I believe that was Sing Kong’s guiding vision for the schools. He wanted Singapore to develop a true profession of teaching, a profession modelled not on the industrial model of organization but on a modern model more like that of the top-notch professional services organization, a career that could attract and retain many of Singapore’s outstanding high school graduates, that could inspire such teachers to get better and better at their work, through their entire careers. And, working with his colleagues in the Ministry and beyond, he set about to build that model and make it happen.
He did this with boundless optimism and unending spirit and energy. His smile was infectious. I saw his face cloud over only once, when he was, in a public setting, invited by the then-U.S. Secretary of Education to endorse the Secretary’s belief in the efficacy of test-based accountability as the tool for improving teachers and teaching. Sing Kong politely declined as the cloud passed over his face, for test-based accountability is based on a set of ideas that are antithetical to everything he believed in.
Sing Kong was endlessly generous with his time. Again and again, I would ask for his help and was never once denied. Full of cheer, at what was for him one or two o’clock in the morning, he would appear, bright and cheery, on Skype to address some American audience about what could be accomplished with the right kind of system design.

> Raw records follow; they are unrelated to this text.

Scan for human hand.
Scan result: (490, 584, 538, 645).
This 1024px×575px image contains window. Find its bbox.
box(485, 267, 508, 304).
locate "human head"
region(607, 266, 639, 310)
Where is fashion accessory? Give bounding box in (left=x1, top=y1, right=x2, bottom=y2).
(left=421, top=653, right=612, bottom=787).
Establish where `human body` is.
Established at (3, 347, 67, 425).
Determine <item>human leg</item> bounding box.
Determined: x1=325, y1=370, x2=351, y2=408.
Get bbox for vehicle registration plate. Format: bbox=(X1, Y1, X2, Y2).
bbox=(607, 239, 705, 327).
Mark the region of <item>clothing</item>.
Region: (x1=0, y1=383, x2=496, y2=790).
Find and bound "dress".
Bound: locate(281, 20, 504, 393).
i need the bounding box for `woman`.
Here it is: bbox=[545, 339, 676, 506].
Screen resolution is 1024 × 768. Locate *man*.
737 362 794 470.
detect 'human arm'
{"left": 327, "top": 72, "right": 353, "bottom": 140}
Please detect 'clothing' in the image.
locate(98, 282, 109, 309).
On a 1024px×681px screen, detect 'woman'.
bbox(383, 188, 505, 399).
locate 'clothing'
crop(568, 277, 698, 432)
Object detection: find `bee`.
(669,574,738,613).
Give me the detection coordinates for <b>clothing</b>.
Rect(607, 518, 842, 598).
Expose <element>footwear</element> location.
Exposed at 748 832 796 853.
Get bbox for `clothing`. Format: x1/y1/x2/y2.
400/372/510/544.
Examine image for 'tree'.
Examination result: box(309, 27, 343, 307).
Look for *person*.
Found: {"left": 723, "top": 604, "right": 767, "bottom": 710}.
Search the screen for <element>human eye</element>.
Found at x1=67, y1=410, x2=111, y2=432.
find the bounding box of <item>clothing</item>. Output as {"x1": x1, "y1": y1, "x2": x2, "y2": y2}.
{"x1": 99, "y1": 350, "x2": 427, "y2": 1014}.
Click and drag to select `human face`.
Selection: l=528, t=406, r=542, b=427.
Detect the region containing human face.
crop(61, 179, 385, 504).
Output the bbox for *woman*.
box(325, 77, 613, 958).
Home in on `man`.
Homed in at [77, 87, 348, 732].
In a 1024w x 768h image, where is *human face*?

When Sing Kong stepped down as the leader of the NIE, he could once again have retired secure in the knowledge that he had made a unique contribution both in Singapore and in the larger world. But it did not work out that way. In the course of a chance conversation with the President of the Nanyang Technological University, one of Singapore’s leading higher education institutions, the President asked for Sing Kong’s opinions about what his university should be doing in the next phase of its development. Sing Kong’s impromptu answer was so intriguing that the President asked Sing Kong to forget retirement and instead become his advisor on the future development of the university. Sing Kong, of course, as the President of the university clearly intended, took this as an opportunity to ask all the fundamental questions about the future, not just of this institution, but of all similar institutions in an age in which postsecondary education will undergo fundamental changes in mission, function and design. It was this third career that was ended by Sing Kong’s heart attack.
I will miss this remarkable trailblazer, thinker, doer, designer, this man of big heart, booming voice and unique vision.